Looking at these prices, I don't price them myself but we don't use any pricing tools yet* For now I'll assume they use typical books. Used cars are being priced sometimes at the exact KBB.com/NADA.com price or above it. I kind of see this a problem as consumers can easily look up the price and see there's really no deal on it.. What do you all think? Our used car business isn't what it should be, and comments, photos, feature highlights, videos aren't making an impact.. ps. my marketing is hitting every site and every way possible to get shoppers looking, so that's not the issue.
So are we buying the wrong cars for the market (no market research), or are the prices wrong (no pricing research). This is something I want to figure out so I can get on the right path and narrow down the problems. Do we need research and pricing tools? I'd imagine we do, but just want to see what every one is doing?
Also for a long time now I've been trying to do sale prices for used cars. So compare at: $29,393 Discounted Price: $27,482, but I'm not sure how it will work? Do you raise the price then lower it, but then you're overpricing it and consumers can see that in their online pricing sites. Or do you actually put a deal on the car and since you took it in much lower? Managers don't seem understand the idea, and I can see that it would effect salespeople's commissions.. But just doing a set price gives the customer no perception/interest of getting a deal, to get them in the door.
So are we buying the wrong cars for the market (no market research), or are the prices wrong (no pricing research). This is something I want to figure out so I can get on the right path and narrow down the problems. Do we need research and pricing tools? I'd imagine we do, but just want to see what every one is doing?
Also for a long time now I've been trying to do sale prices for used cars. So compare at: $29,393 Discounted Price: $27,482, but I'm not sure how it will work? Do you raise the price then lower it, but then you're overpricing it and consumers can see that in their online pricing sites. Or do you actually put a deal on the car and since you took it in much lower? Managers don't seem understand the idea, and I can see that it would effect salespeople's commissions.. But just doing a set price gives the customer no perception/interest of getting a deal, to get them in the door.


Work instructions: The lines to return are those below that contain the word "marking".

● ● ● ● ● ● ●

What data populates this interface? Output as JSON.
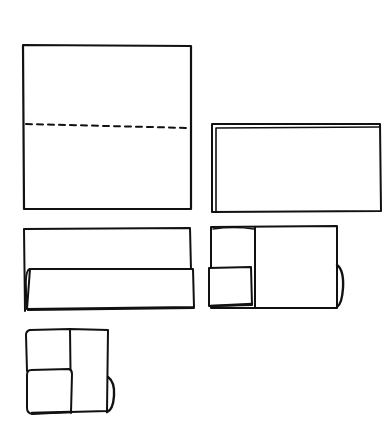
{
  "diagram": {
    "type": "paper-folding-steps",
    "ink_color": "#111111",
    "background": "#ffffff",
    "steps": [
      {
        "index": 1,
        "description": "Square sheet with horizontal dashed fold line",
        "box": {
          "x": 23,
          "y": 45,
          "w": 168,
          "h": 164
        },
        "fold_line": {
          "style": "dashed",
          "x1": 25,
          "y1": 124,
          "x2": 190,
          "y2": 128
        }
      },
      {
        "index": 2,
        "description": "Sheet folded in half into horizontal rectangle (double edge on top and left)",
        "box": {
          "x": 212,
          "y": 124,
          "w": 169,
          "h": 88
        }
      },
      {
        "index": 3,
        "description": "Rectangle with bottom strip folded up",
        "box": {
          "x": 24,
          "y": 228,
          "w": 167,
          "h": 83
        },
        "flap": {
          "x": 26,
          "y": 269,
          "w": 168,
          "h": 40
        }
      },
      {
        "index": 4,
        "description": "Left portion folded over; small square flap at bottom-left, rounded edge on right",
        "box": {
          "x": 211,
          "y": 226,
          "w": 126,
          "h": 82
        },
        "divider_x": 255,
        "flap": {
          "x": 208,
          "y": 268,
          "w": 44,
          "h": 39
        },
        "bump": {
          "x": 337,
          "y1": 265,
          "y2": 307,
          "out": 5
        }
      },
      {
        "index": 5,
        "description": "Final folded square: left column with two square panels, right panel with rounded edge",
        "box": {
          "x": 26,
          "y": 329,
          "w": 82,
          "h": 85
        },
        "divider_x": 70,
        "fold_y": 370,
        "bump": {
          "x": 108,
          "y1": 377,
          "y2": 412,
          "out": 6
        }
      }
    ]
  }
}
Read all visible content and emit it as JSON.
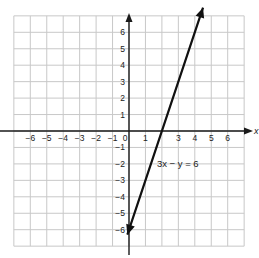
{
  "chart_data": {
    "type": "line",
    "title": "",
    "xlabel": "x",
    "ylabel": "",
    "xlim": [
      -7,
      7
    ],
    "ylim": [
      -7,
      7
    ],
    "grid": true,
    "x_tick_labels": [
      "-6",
      "-5",
      "-4",
      "-3",
      "-2",
      "-1",
      "0",
      "1",
      "3",
      "4",
      "5",
      "6"
    ],
    "y_tick_labels": [
      "6",
      "5",
      "4",
      "3",
      "2",
      "1",
      "-1",
      "-2",
      "-3",
      "-4",
      "-5",
      "-6"
    ],
    "series": [
      {
        "name": "3x − y = 6",
        "equation": "y = 3x - 6",
        "points": [
          [
            -0.1,
            -6.3
          ],
          [
            2,
            0
          ],
          [
            4.5,
            7.5
          ]
        ],
        "arrows": "both"
      }
    ],
    "annotations": [
      {
        "text": "3x − y = 6",
        "x": 2.0,
        "y": -2.2
      }
    ]
  },
  "colors": {
    "grid": "#c8c8c8",
    "axis": "#1a1a1a",
    "line": "#111111",
    "text": "#222222"
  },
  "labels": {
    "x_axis_letter": "x",
    "equation_label": "3x − y = 6"
  }
}
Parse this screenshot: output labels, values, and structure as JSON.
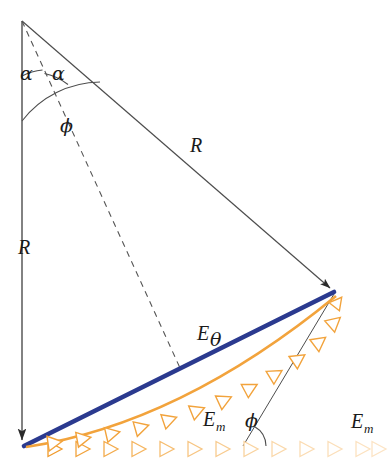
{
  "figure": {
    "background_color": "#ffffff"
  },
  "colors": {
    "outline": "#4d4d4d",
    "dashed": "#555555",
    "resultant_blue": "#2b3a8f",
    "arrow_orange": "#f2a33c",
    "arrow_orange_faded": "#f7d79a",
    "label_text": "#1a1a1a"
  },
  "geometry": {
    "apex": {
      "x": 22,
      "y": 21
    },
    "bottom_left": {
      "x": 22,
      "y": 446
    },
    "right_vertex": {
      "x": 335,
      "y": 292
    },
    "dashed_end": {
      "x": 180,
      "y": 368
    },
    "phi_line_start": {
      "x": 248,
      "y": 446
    }
  },
  "labels": {
    "radius_left": {
      "text": "R",
      "x": 25,
      "y": 254
    },
    "radius_right": {
      "text": "R",
      "x": 196,
      "y": 152
    },
    "alpha_left": {
      "text": "α",
      "x": 22,
      "y": 79
    },
    "alpha_right": {
      "text": "α",
      "x": 53,
      "y": 79
    },
    "phi_apex": {
      "text": "ϕ",
      "x": 61,
      "y": 131
    },
    "phi_base": {
      "text": "ϕ",
      "x": 248,
      "y": 426
    },
    "e_theta": {
      "text": "E",
      "sub": "θ",
      "x": 198,
      "y": 340
    },
    "e_m_diagonal": {
      "text": "E",
      "sub": "m",
      "x": 204,
      "y": 426
    },
    "e_m_horizontal": {
      "text": "E",
      "sub": "m",
      "x": 352,
      "y": 428
    }
  },
  "elements": {
    "vertical_radius": "left vertical radius line with downward arrowhead",
    "slant_radius": "upper-right slant radius line with arrowhead at right vertex",
    "chord": "blue resultant vector E-theta from bottom-left to right vertex",
    "element_chain_diagonal": "chain of orange element vectors E_m curving up to right vertex",
    "element_chain_horizontal": "chain of faded orange element vectors E_m along the baseline",
    "bisector": "dashed bisector from apex to the blue chord",
    "arc_alpha_left": "small arc marking left alpha angle",
    "arc_alpha_right": "small arc marking right alpha angle",
    "arc_phi_apex": "large arc marking phi angle at apex",
    "arc_phi_base": "small arc marking phi angle at baseline",
    "phi_reference_line": "thin line from baseline to right vertex forming phi"
  },
  "arrow_counts": {
    "diagonal_chain": 11,
    "horizontal_chain": 13
  }
}
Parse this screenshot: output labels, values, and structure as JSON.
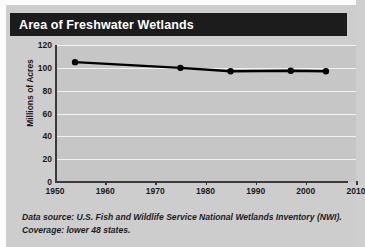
{
  "title": "Area of Freshwater Wetlands",
  "footnote_line1": "Data source: U.S. Fish and Wildlife Service National Wetlands Inventory",
  "footnote_line2": "(NWI). Coverage: lower 48 states.",
  "colors": {
    "banner_bg": "#1c1c1c",
    "banner_text": "#ffffff",
    "page_bg": "#cdcdcd",
    "plot_bg": "#c6c6c6",
    "gridline": "#f2f2f2",
    "axis": "#3a3a3a",
    "series": "#000000"
  },
  "chart_data": {
    "type": "line",
    "title": "Area of Freshwater Wetlands",
    "xlabel": "",
    "ylabel": "Millions of Acres",
    "xlim": [
      1950,
      2010
    ],
    "ylim": [
      0,
      120
    ],
    "grid": true,
    "legend": "none",
    "x_ticks": [
      1950,
      1960,
      1970,
      1980,
      1990,
      2000,
      2010
    ],
    "x_tick_labels": [
      "1950",
      "1960",
      "1970",
      "1980",
      "1990",
      "2000",
      "2010"
    ],
    "y_ticks": [
      0,
      20,
      40,
      60,
      80,
      100,
      120
    ],
    "y_tick_labels": [
      "0",
      "20",
      "40",
      "60",
      "80",
      "100",
      "120"
    ],
    "series": [
      {
        "name": "Freshwater wetlands area",
        "marker": "circle",
        "x": [
          1954,
          1975,
          1985,
          1997,
          2004
        ],
        "values": [
          105,
          100,
          97,
          97.5,
          97
        ]
      }
    ]
  }
}
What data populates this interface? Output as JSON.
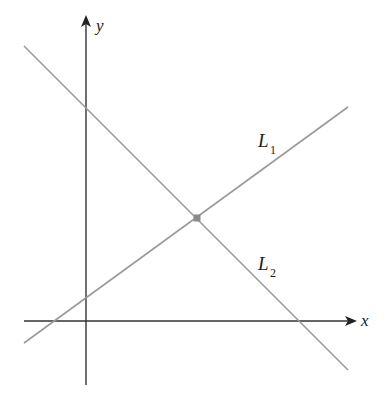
{
  "diagram": {
    "type": "coordinate-plane-two-lines",
    "axes": {
      "x_label": "x",
      "y_label": "y",
      "axis_color": "#333333"
    },
    "lines": [
      {
        "name": "L",
        "subscript": "1",
        "slope_sign": "positive",
        "color": "#9a9a9a"
      },
      {
        "name": "L",
        "subscript": "2",
        "slope_sign": "negative",
        "color": "#9a9a9a"
      }
    ],
    "intersection": {
      "marked": true,
      "color": "#8a8a8a"
    }
  }
}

● ● ● ● ● ● ●

Response to this exercise:
    "arc_alpha_left": "small arc marking left alpha angle",
    "arc_alpha_right": "small arc marking right alpha angle",
    "arc_phi_apex": "large arc marking phi angle at apex",
    "arc_phi_base": "small arc marking phi angle at baseline",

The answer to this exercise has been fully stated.